It is used, but in some sense it is the "strangest number". Sometimes it is chosen not to use it, or to reserve it to indicate error conditions. Those are just conventions that are sometimes used, there is nothing inherently preventing the normal use of the most negative integer. In many cases, a number won't be negated, and then this special property just does not come up.
This strange property of two's complement integers means that in some scenarios where it is customary to take an absolute value and calculate with non-negative numbers, it makes sense to instead take the negative absolute value (which negates positive inputs, rather than negative inputs) and calculate with non-positive numbers. That helps because the normal absolute value has the quirk that the most negative integer has no positive counterpart, but there is no such quirk for positive numbers so they can all be safely negated. This trick is not always applicable.
-128 negating to itself is not always the wrong thing to happen. Despite the seemingly incorrect result, it is still the case (using the standard definition of addition) that x + (-x) = 0
for all values including -128, so it is algebraically sensible. It also interacts at least somewhat reasonably with taking the absolute value: while it is true that abs(x)
can yield a negative result this way (which is often undesirable), reinterpreting the result as an unsigned number of the same size makes the result correct, (unsigned 8 bit)abs(-128) = 128
.
The most negative integer is relatively frequently used in bit-manipulation code. Its arithmetic properties are less important there, making the number "less strange".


Would you copy all lines in the data that contain the word "route"?

══════════

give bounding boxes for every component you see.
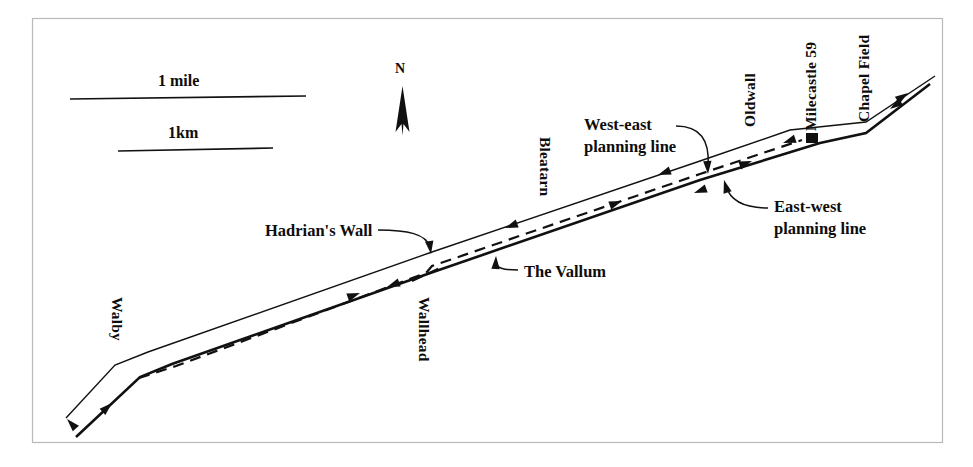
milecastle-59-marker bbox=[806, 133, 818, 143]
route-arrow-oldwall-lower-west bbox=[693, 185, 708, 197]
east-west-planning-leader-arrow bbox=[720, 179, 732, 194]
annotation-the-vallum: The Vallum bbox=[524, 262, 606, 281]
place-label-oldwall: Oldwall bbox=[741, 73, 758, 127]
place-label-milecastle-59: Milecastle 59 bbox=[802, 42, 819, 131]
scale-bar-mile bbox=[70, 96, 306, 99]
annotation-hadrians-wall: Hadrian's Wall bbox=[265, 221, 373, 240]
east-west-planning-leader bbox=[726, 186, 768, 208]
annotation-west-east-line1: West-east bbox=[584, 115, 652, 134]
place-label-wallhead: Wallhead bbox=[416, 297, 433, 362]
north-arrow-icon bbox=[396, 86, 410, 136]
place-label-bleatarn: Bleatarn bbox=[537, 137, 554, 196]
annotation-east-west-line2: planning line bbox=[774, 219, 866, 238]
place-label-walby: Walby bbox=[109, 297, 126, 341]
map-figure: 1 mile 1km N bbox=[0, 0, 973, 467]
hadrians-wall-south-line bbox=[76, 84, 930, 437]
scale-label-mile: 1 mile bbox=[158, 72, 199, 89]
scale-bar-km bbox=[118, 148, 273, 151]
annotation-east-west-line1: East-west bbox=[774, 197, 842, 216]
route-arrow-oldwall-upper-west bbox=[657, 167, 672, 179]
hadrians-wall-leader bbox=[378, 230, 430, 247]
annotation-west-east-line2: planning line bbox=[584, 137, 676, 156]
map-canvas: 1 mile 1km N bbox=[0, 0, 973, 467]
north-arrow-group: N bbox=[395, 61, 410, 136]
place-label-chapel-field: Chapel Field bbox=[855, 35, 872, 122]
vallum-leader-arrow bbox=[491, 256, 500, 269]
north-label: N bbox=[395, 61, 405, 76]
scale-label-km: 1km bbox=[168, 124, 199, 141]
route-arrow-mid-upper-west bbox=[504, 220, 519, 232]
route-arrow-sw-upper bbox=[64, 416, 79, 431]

══════════

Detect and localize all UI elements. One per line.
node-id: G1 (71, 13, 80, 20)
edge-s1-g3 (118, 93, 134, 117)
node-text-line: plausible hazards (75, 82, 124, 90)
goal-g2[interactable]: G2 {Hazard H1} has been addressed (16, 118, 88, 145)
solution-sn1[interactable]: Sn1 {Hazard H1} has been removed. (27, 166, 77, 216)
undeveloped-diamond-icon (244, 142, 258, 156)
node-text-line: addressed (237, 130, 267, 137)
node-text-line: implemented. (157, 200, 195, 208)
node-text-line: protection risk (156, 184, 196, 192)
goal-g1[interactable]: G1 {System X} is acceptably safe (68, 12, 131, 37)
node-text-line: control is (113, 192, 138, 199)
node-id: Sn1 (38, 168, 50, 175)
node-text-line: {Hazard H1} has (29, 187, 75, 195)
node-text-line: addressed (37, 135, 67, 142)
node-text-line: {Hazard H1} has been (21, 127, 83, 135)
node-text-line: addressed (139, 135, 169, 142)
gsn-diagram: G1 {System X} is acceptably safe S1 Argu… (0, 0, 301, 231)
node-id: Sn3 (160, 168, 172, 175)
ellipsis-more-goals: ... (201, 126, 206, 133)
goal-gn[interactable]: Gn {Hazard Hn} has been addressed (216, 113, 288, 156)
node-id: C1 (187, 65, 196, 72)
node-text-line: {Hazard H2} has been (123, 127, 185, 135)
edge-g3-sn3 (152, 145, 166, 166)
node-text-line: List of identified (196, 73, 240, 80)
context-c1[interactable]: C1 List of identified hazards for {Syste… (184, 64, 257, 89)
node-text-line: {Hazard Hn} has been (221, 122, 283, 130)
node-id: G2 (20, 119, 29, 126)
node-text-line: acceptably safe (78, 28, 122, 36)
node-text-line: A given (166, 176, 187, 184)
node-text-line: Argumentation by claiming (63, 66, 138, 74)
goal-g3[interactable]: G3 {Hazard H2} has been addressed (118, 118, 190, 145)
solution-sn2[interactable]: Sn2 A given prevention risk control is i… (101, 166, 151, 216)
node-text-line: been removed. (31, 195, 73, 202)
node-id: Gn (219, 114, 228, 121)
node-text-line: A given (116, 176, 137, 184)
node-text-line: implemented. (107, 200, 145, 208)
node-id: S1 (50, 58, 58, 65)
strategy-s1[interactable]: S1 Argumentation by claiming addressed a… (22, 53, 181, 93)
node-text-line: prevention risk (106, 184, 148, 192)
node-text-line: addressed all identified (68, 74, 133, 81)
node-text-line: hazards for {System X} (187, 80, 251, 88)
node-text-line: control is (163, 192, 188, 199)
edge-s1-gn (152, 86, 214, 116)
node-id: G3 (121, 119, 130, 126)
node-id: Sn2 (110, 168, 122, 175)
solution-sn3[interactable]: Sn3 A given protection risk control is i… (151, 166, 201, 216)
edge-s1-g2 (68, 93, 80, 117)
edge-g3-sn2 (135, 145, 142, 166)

══════════

- [Expected answer]
route-arrow-oldwall-lower-west bbox=[693, 185, 708, 197]
route-arrow-oldwall-upper-west bbox=[657, 167, 672, 179]
route-arrow-mid-upper-west bbox=[504, 220, 519, 232]
route-arrow-sw-upper bbox=[64, 416, 79, 431]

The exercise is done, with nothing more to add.